Her mother laughed. Even Imogene and Odelia wore indulgent smiles.
“You would have hated Mabel much more than Maribelle, darling, trust me. Besides, you looked like a Maribelle Joy as a child. A little fairy named Maribelle Joy, with your soft brown curls and your big green eyes and you were so perfect . . . everything was so perfect. It was the happiest time of my life. Just you, me, and your daddy.”
Adeline sighed contentedly, and a look of happiness and . . . peace settled in the fine slopes and planes of a face that had always been beautiful and animated but now radiated with an inner glow and verve M.J. couldn’t recall seeing before.
“But then Daddy died in the accident, and I could never quite live up to your expectations, could I? Instead of the perky, cheerleader-type daughter you wanted, you got a shy, awkward math nerd.”
“I just wanted you to have some fun, darling.”
“You paid my stepbrother to take me to my prom.”
“He told you?”
“I guessed, and you just confirmed.”
“Ow. She gotcha,” Odelia muttered as she sorted out bruised apples.
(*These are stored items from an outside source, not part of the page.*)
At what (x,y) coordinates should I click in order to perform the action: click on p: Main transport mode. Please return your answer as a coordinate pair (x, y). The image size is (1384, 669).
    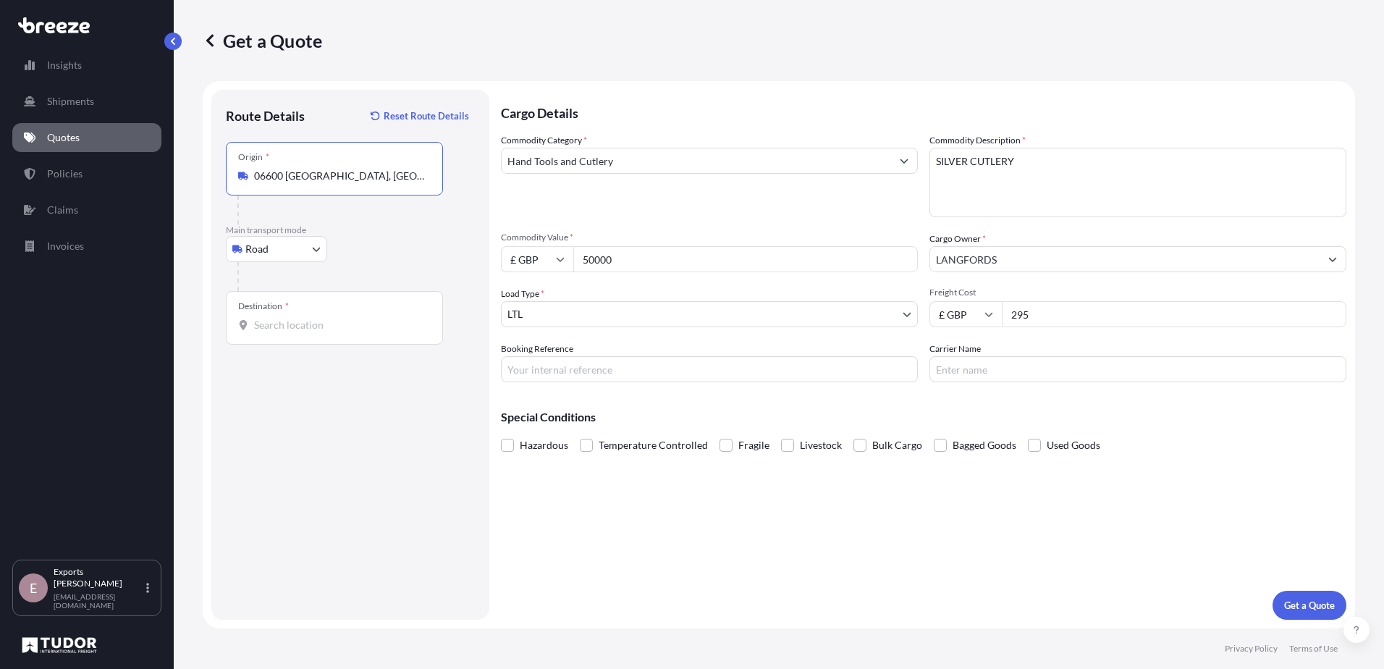
    Looking at the image, I should click on (350, 230).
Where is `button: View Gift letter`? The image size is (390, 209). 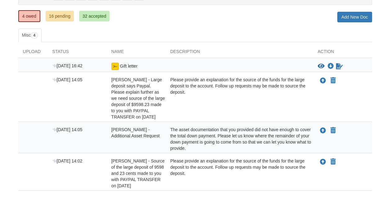 button: View Gift letter is located at coordinates (321, 66).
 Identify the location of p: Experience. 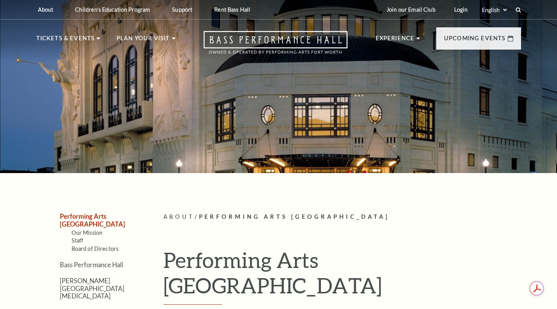
(395, 41).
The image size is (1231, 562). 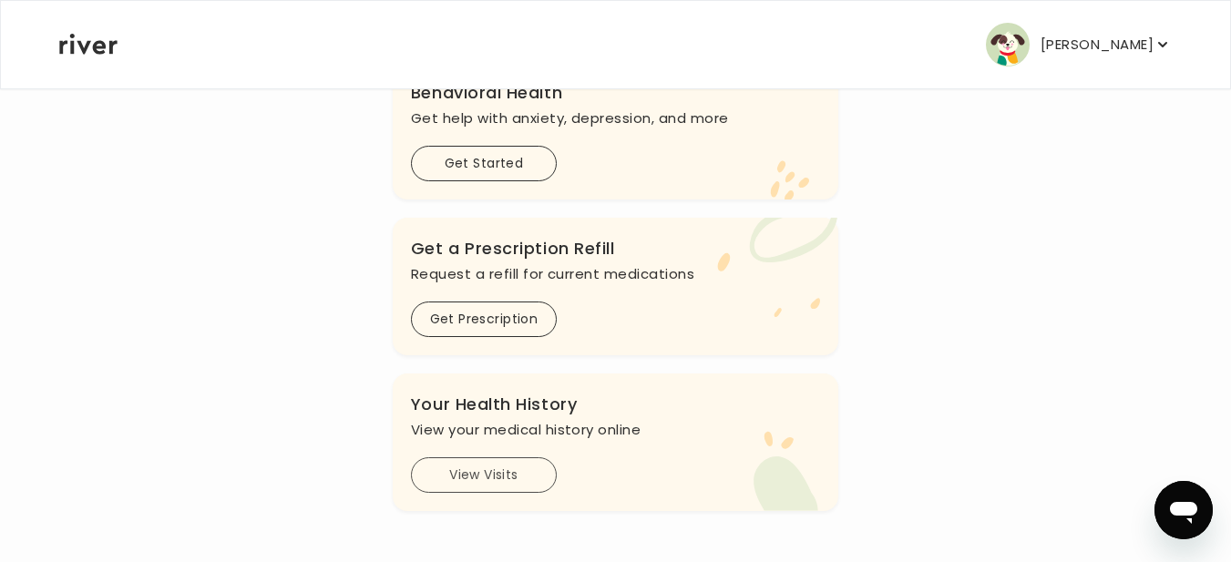 I want to click on button: Get Started, so click(x=484, y=163).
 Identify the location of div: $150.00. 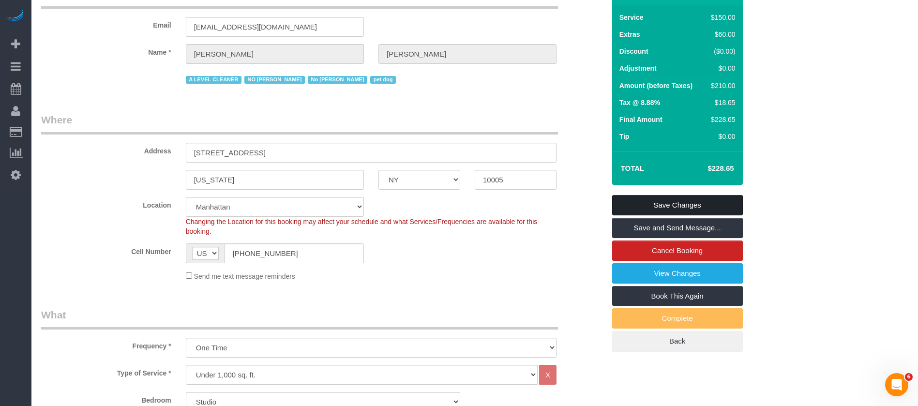
(721, 17).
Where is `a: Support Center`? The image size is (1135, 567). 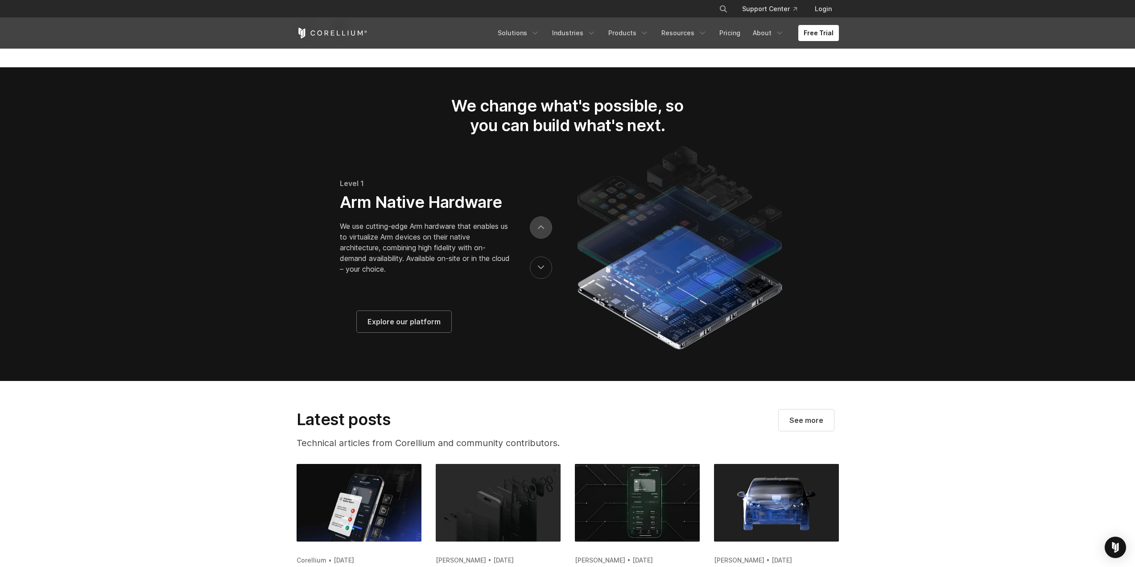
a: Support Center is located at coordinates (769, 9).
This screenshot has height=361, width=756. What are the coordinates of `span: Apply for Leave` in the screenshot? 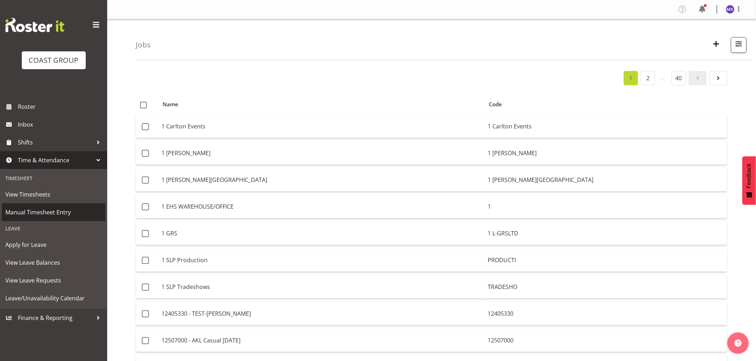 It's located at (54, 245).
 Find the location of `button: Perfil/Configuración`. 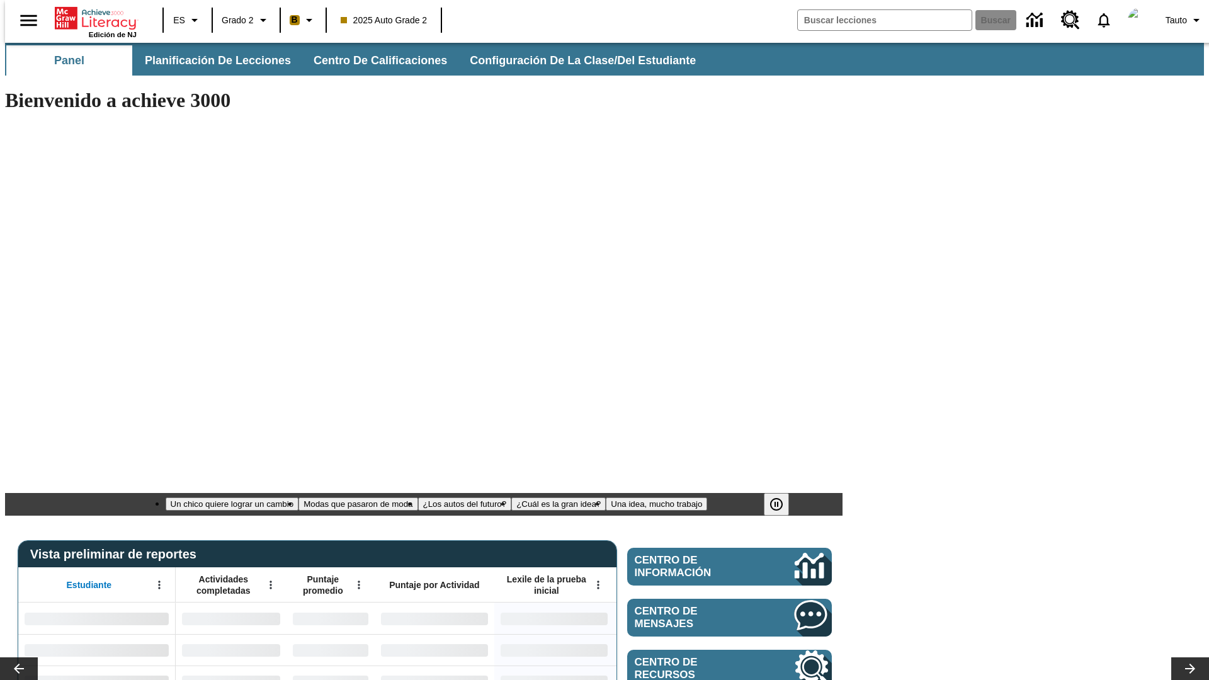

button: Perfil/Configuración is located at coordinates (1184, 20).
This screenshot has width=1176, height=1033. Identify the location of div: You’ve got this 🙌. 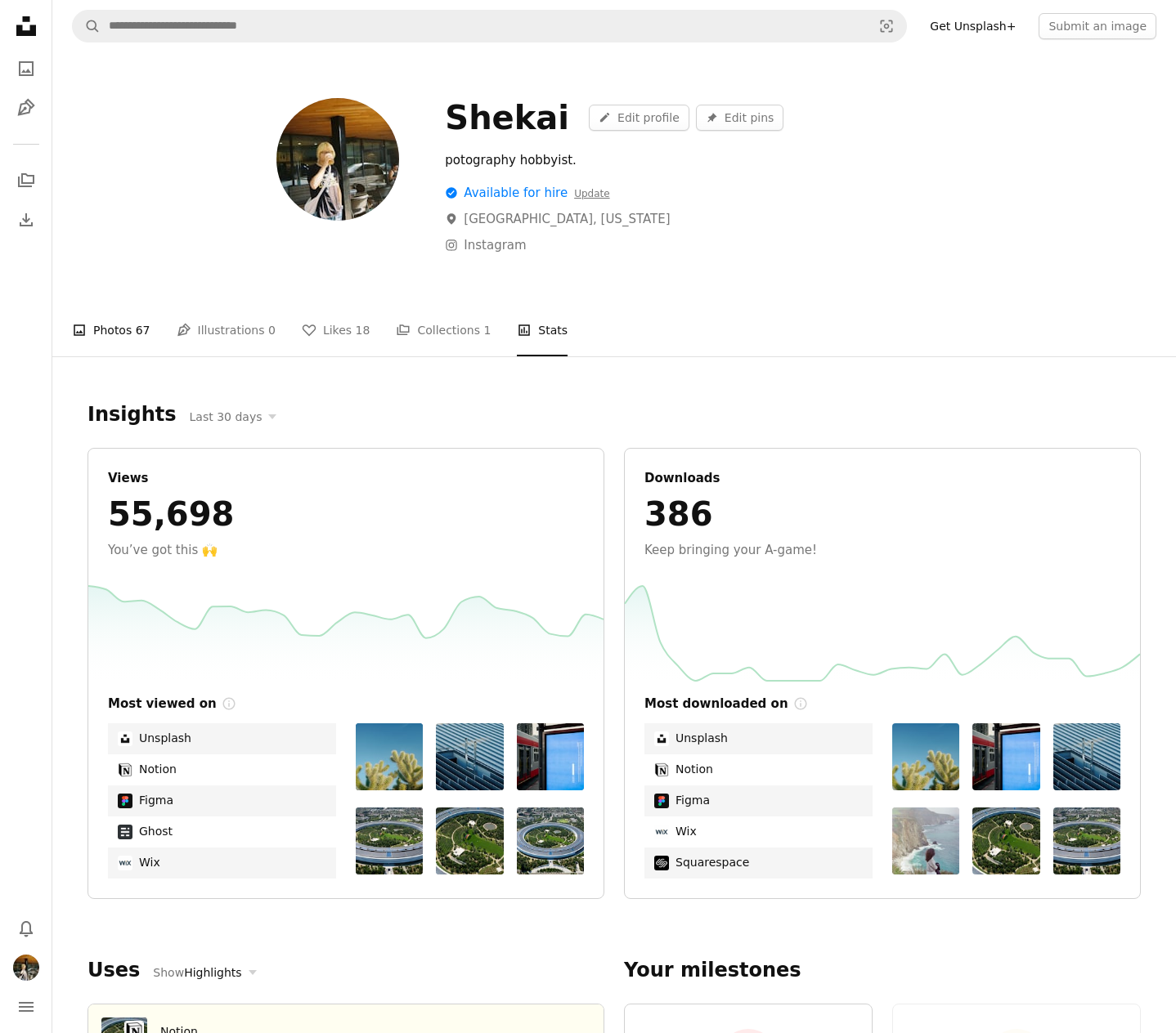
(346, 550).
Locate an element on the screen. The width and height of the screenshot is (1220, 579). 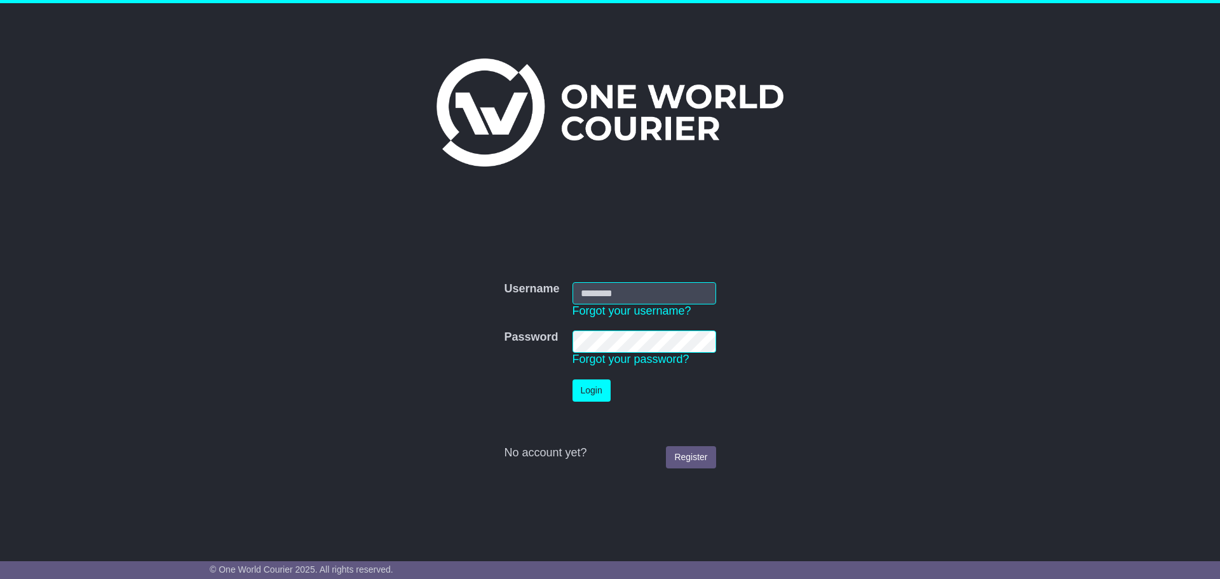
a: Register is located at coordinates (691, 457).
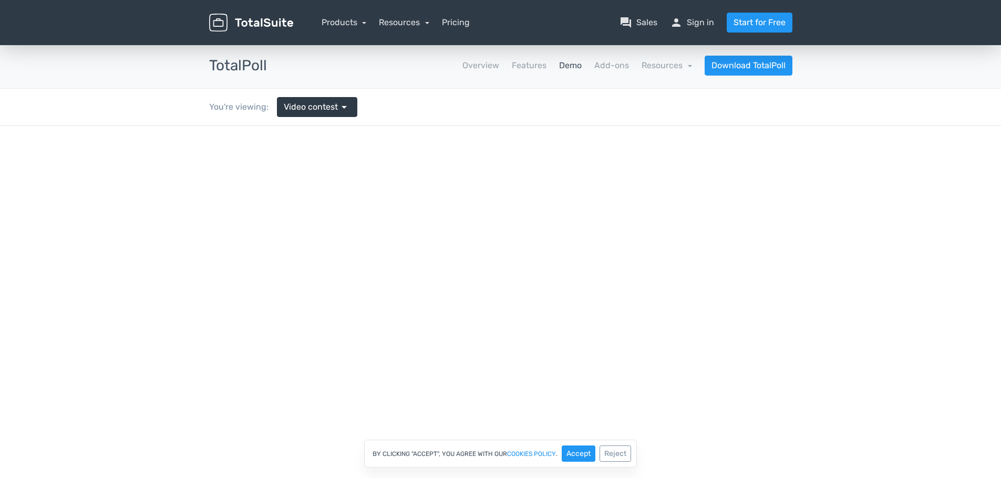  Describe the element at coordinates (455, 23) in the screenshot. I see `a: Pricing` at that location.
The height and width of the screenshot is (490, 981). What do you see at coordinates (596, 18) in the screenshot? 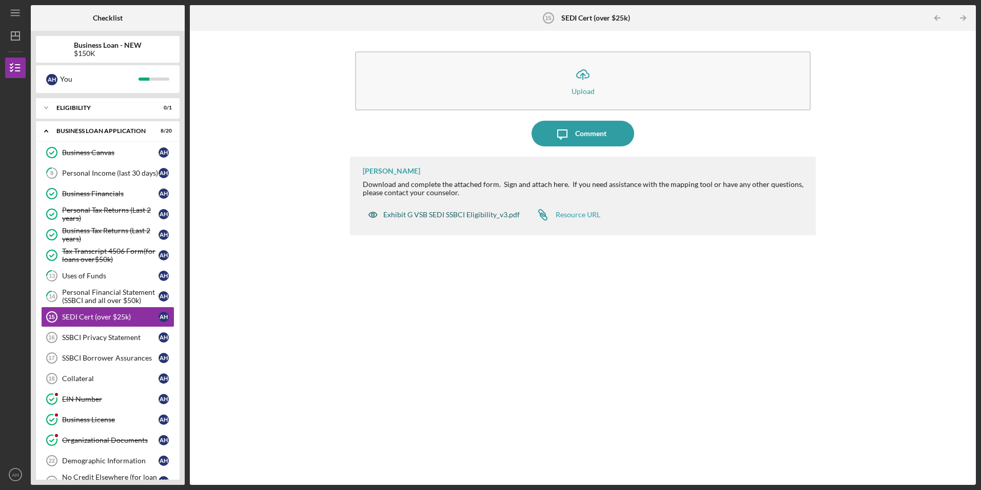
I see `b: SEDI Cert (over $25k)` at bounding box center [596, 18].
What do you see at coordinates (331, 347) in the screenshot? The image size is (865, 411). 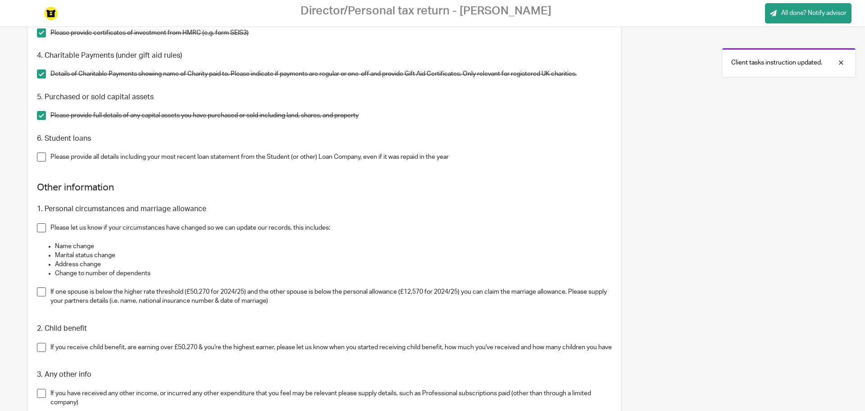 I see `p: If you receive child benefit, are earning over £50,270 & you're the highest earner, please let us...` at bounding box center [331, 347].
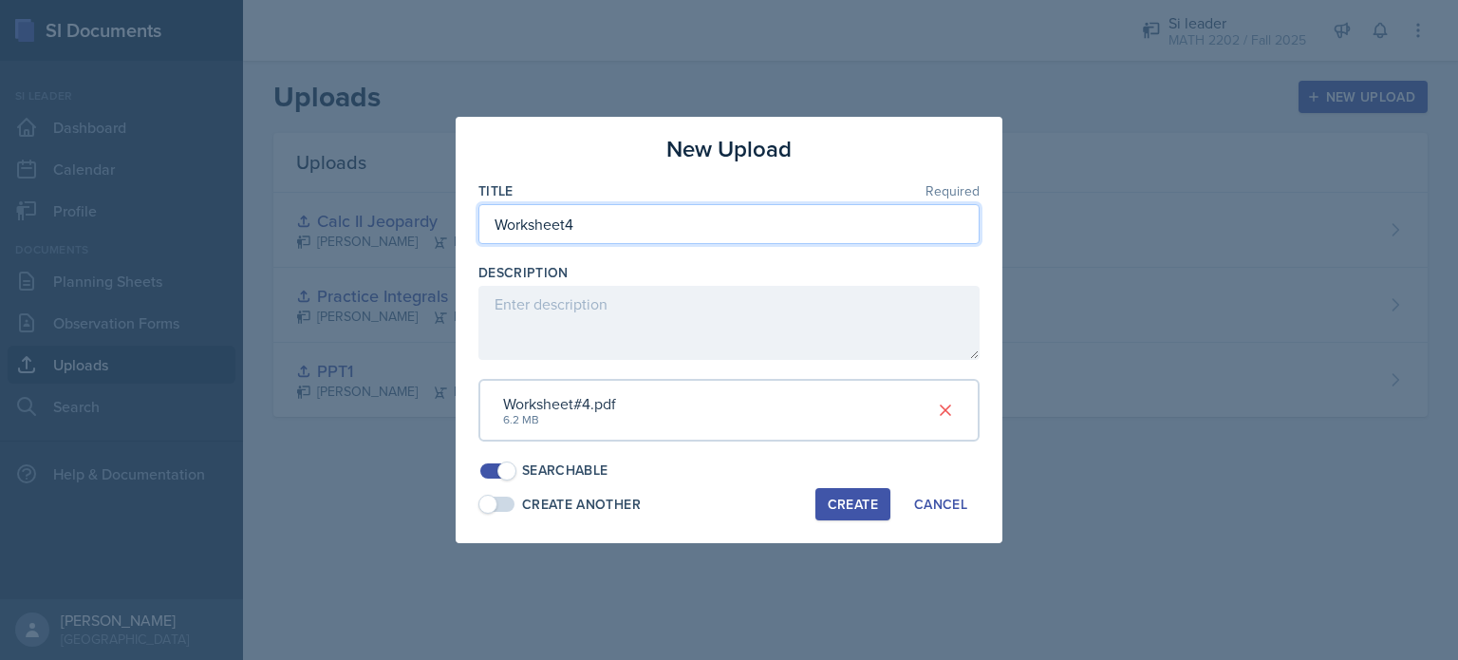 This screenshot has height=660, width=1458. What do you see at coordinates (940, 504) in the screenshot?
I see `button: Cancel` at bounding box center [940, 504].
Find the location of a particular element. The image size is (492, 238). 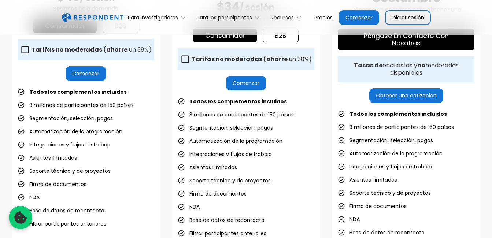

“That’s not fair.” Adeline looked indignant. “And it would have been wrong to miss your own prom, sweetheart.”
“It’s more wrong to meddle in my life simply because it doesn’t meet with your standards, Mother.” Also, Adeline hadn’t denied M.J.’s original statement—that she’d never once lived up to her mother’s expectations. Despite the fact that she’d known this for most of her life, it hurt. A lot. “I have a headache. I’m going for a walk.”